The National Union of Students (NUS) unanimously voted to stand in solidarity with Palestine at its 2023 National Conference.

One hundred and fifty-six delegates, representing 23 university campuses across Australia, supported a bloc of five motions on December 12.

These include publishing a statement about Palestine, freeing Layan Kayed and all Palestinian political prisoners, condemning the Israeli government’s destruction of human rights and standing against Islamophobia. 

The NUS has since posted a media release confirming their public support, with a particular emphasis on resisting the “second Nakba” currently taking place in Gaza.

Mover Cherish Kuehlmann from Socialist Alternative at the University of NSW told Honi about why she supported the bloc of motions: “We’ve seen indiscriminate bombing of hospitals, schools, UN centres. There is a siege and blockade on essential medication, food and water — Gaza has been turned to rubble.”

Speaking about the power of NUS, Kuehlmann said: “Student unions need to take a stand against genocide, apartheid and oppression. That’s why I moved this motion.”

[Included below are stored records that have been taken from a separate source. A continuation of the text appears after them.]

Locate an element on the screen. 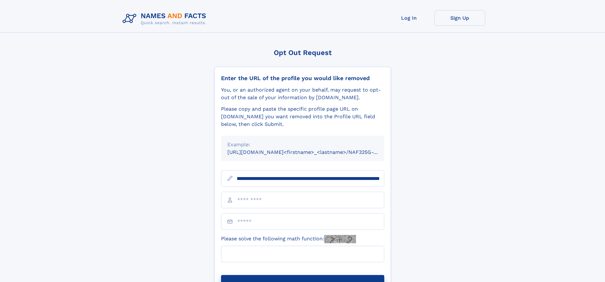  div: You, or an authorized agent on your behalf, may request to opt-out of the sale of your informatio... is located at coordinates (303, 94).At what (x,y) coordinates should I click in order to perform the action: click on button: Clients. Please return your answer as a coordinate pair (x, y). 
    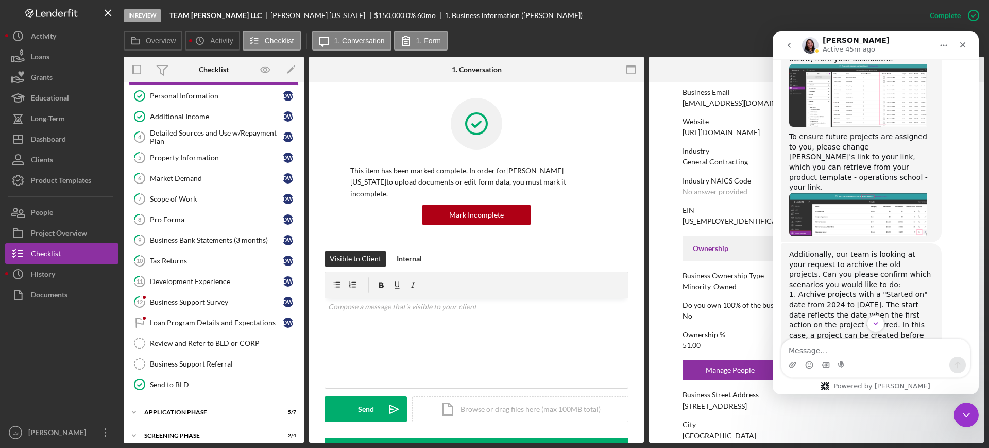
    Looking at the image, I should click on (62, 160).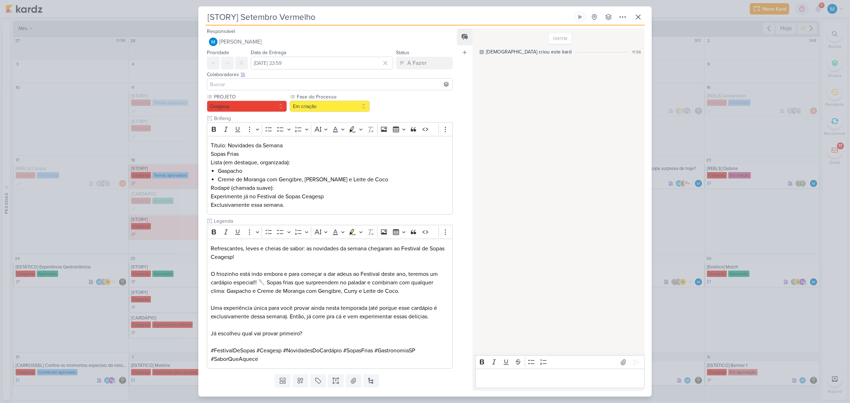  Describe the element at coordinates (417, 63) in the screenshot. I see `div: A Fazer` at that location.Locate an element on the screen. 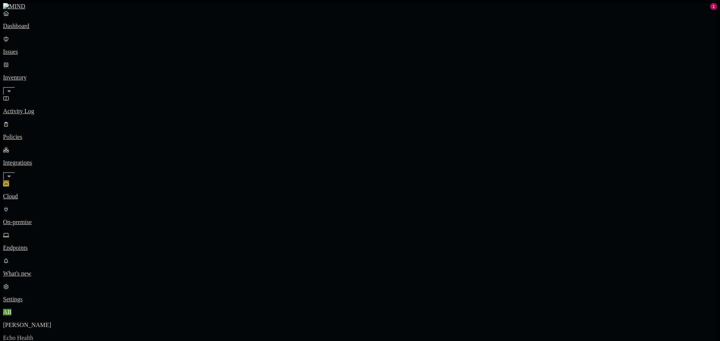 The width and height of the screenshot is (720, 341). p: Issues is located at coordinates (360, 52).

University of Sydney’s 2023 Education Officer Ishbel Dunsmore, who worked within Grassroots to ensure the bloc of motions was supported by Unity and National Labor Students, said that achieving a free Palestine “requires heeding the call from Palestinian trade unionists to internationally mobilise [unionists] to end all forms of complicity with Israel’s crimes, most urgently to end the arming of Israel”.

A Palestinian activist at the conference noted that NUS’ “support of an immediate ceasefire in Palestine, the release of Palestinian political prisoners, support for the BDS movement, including a designation that NUS is now an Apartheid-Free Zone, condemning Islamophobia and anti-Arab racism, and calling for a National Day of Action for Palestine” is “a historic moment”.

In particular, they said it shows “there is a growing divergence between Labor and Labor Youth on the topic of Palestine”. 

A member of the anti-Zionist, anti-colonial Tzedek Collective also present at the conference commented that “as a Jewish descendent of Holocaust survivors”, it was “an honour and a mitzvah to be a part of writing one of these motions that commits the NUS to making Australian university campuses apartheid free zones.” 

He added that this historic motion “also commits the NUS to recognise that Zionism is not the same thing as Judaism, and thus critiquing Zionism of its violent nature is not antisemitic.”

Western Australian Independent students Melanie and Amira spoke to Honi about how their bloc of motions in support of Palestine failed to gain unanimous support from the NUS.

They said Unity had told them “they had a problem with the phrase ‘from the river to the sea’ and the term ‘genocide’” in motions 2.7 and 11.14.

As well as being “basic and descriptive terms to explain what is happening in Palestine”, Melanie and Amira also pointed out that the term “genocide” features in Unity’s motion in the Ethnocultural chapter.

Member of Students For Palestine Jasmine Al-Rawi echoed these sentiments, stating that it “is a really good step that the NUS has adopted a pro-Palestine position”, but that it “is also important to continue fighting and actually put these motions into action”.